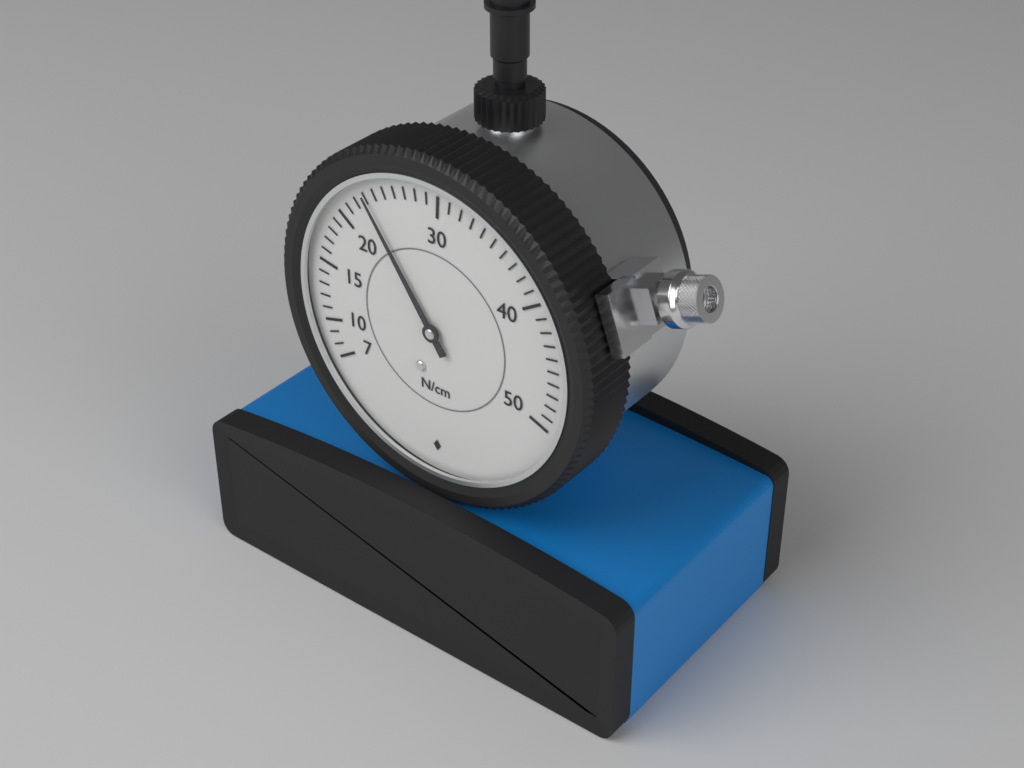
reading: 23 N/cm
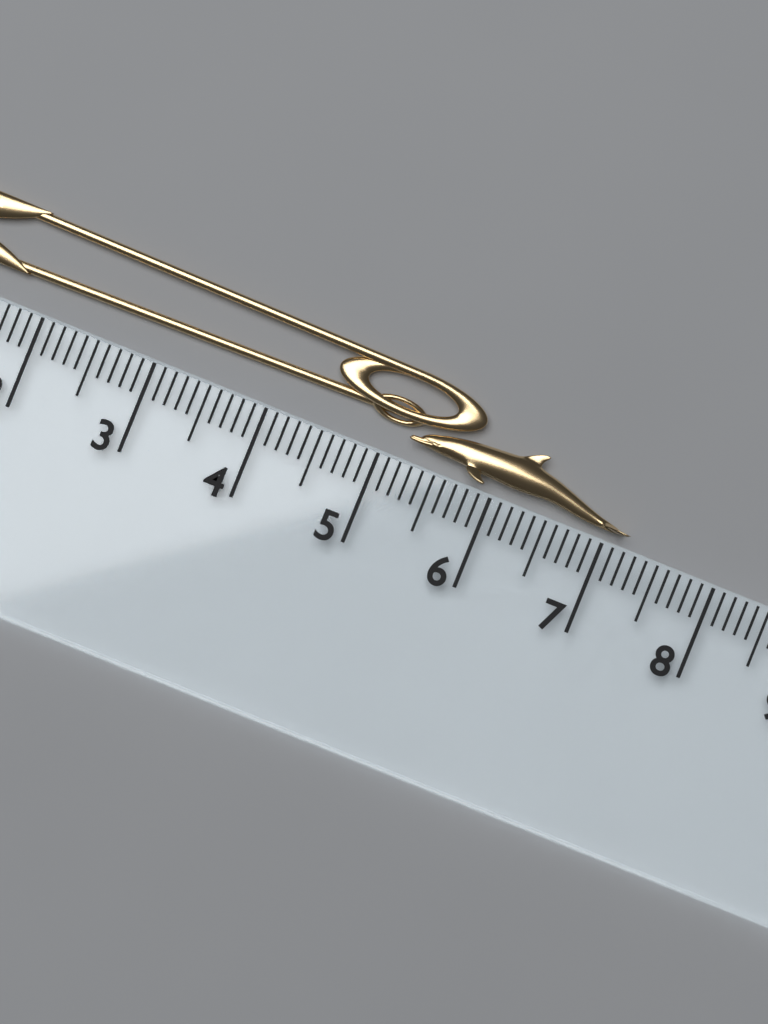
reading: 7.2 cm
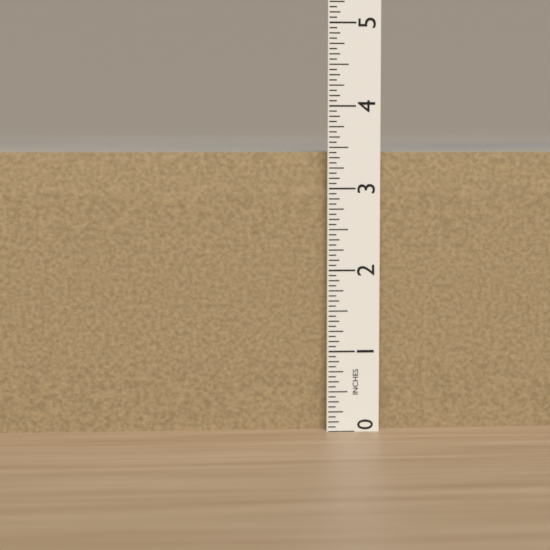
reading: 3.4375 in
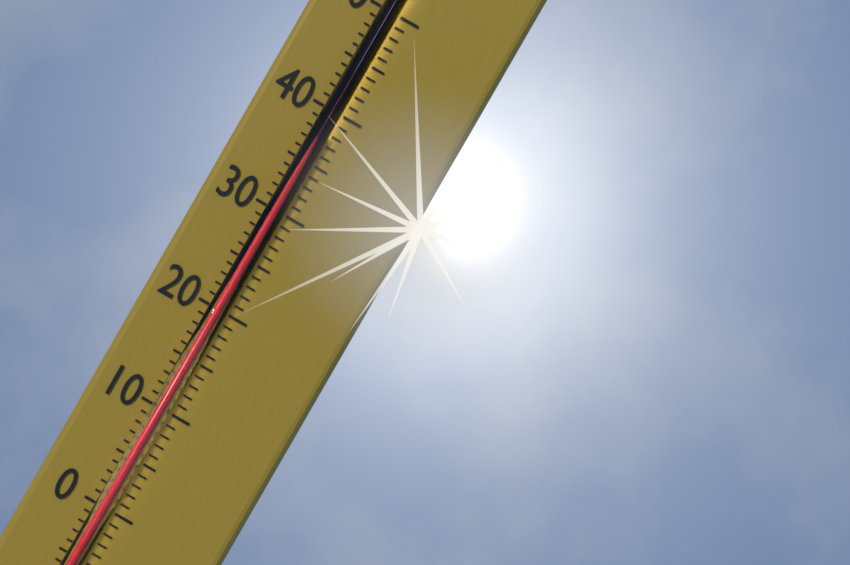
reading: 38 °C
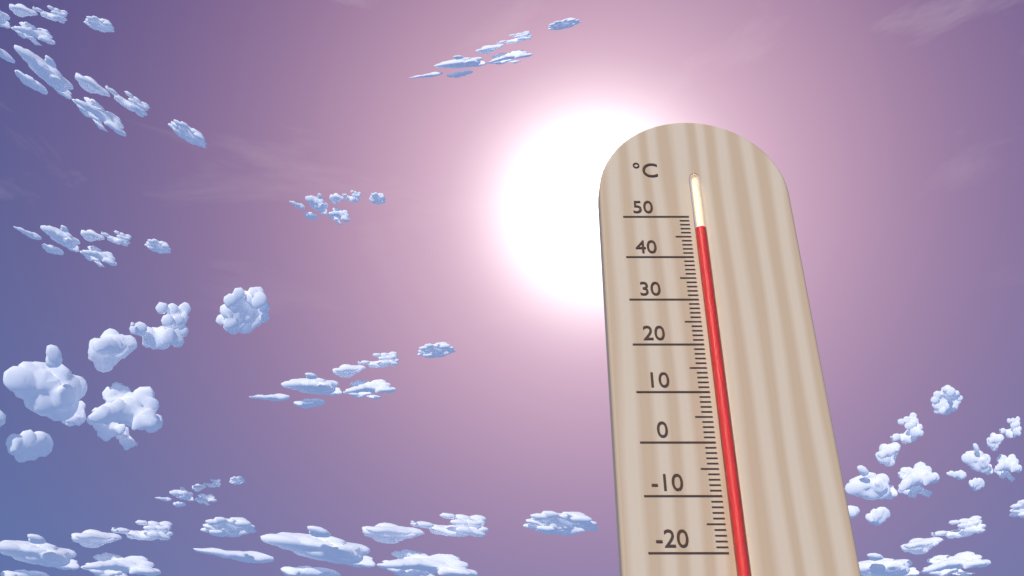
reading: 46 °C
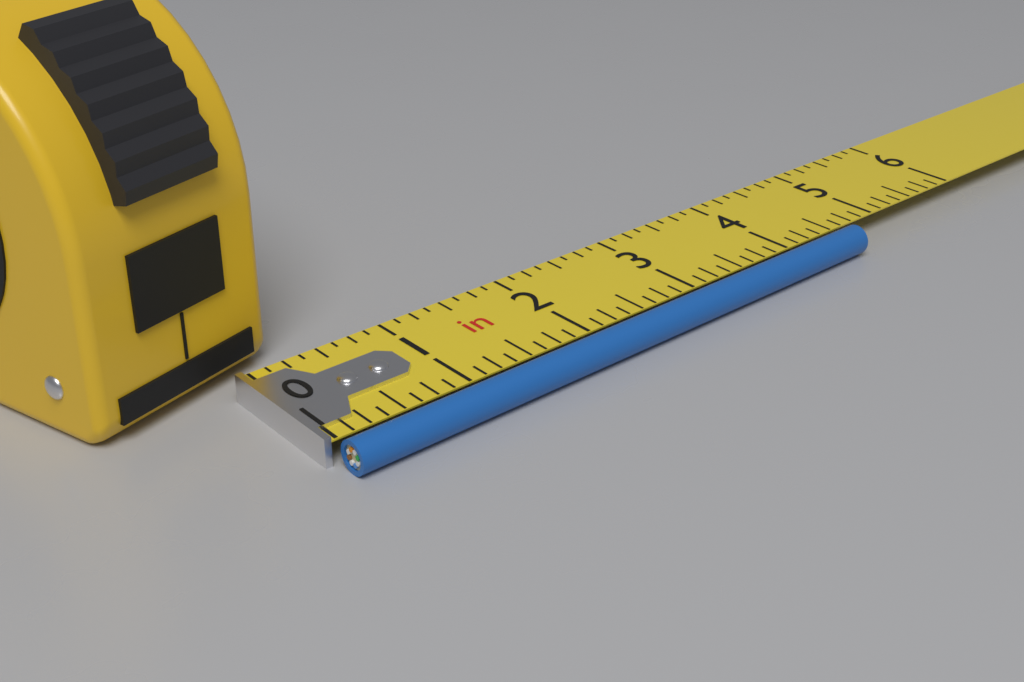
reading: 4.625 in
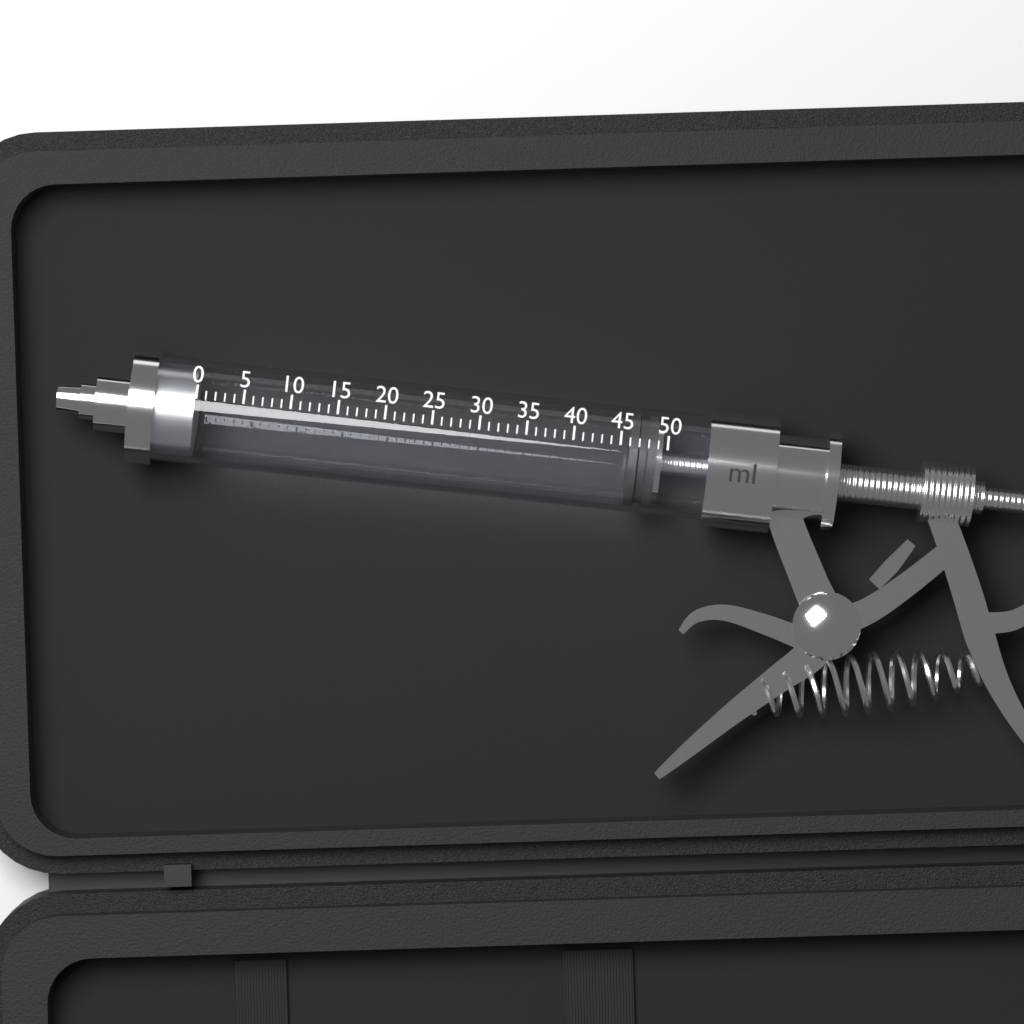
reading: 46 ml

━━━━━━━━

▶ [What you need to do] Could the data above be repeated exactly, with every picture dropped?

▶ [Exercise answer]
reading: 23 N/cm
reading: 7.2 cm
reading: 3.4375 in
reading: 38 °C
reading: 46 °C
reading: 4.625 in
reading: 46 ml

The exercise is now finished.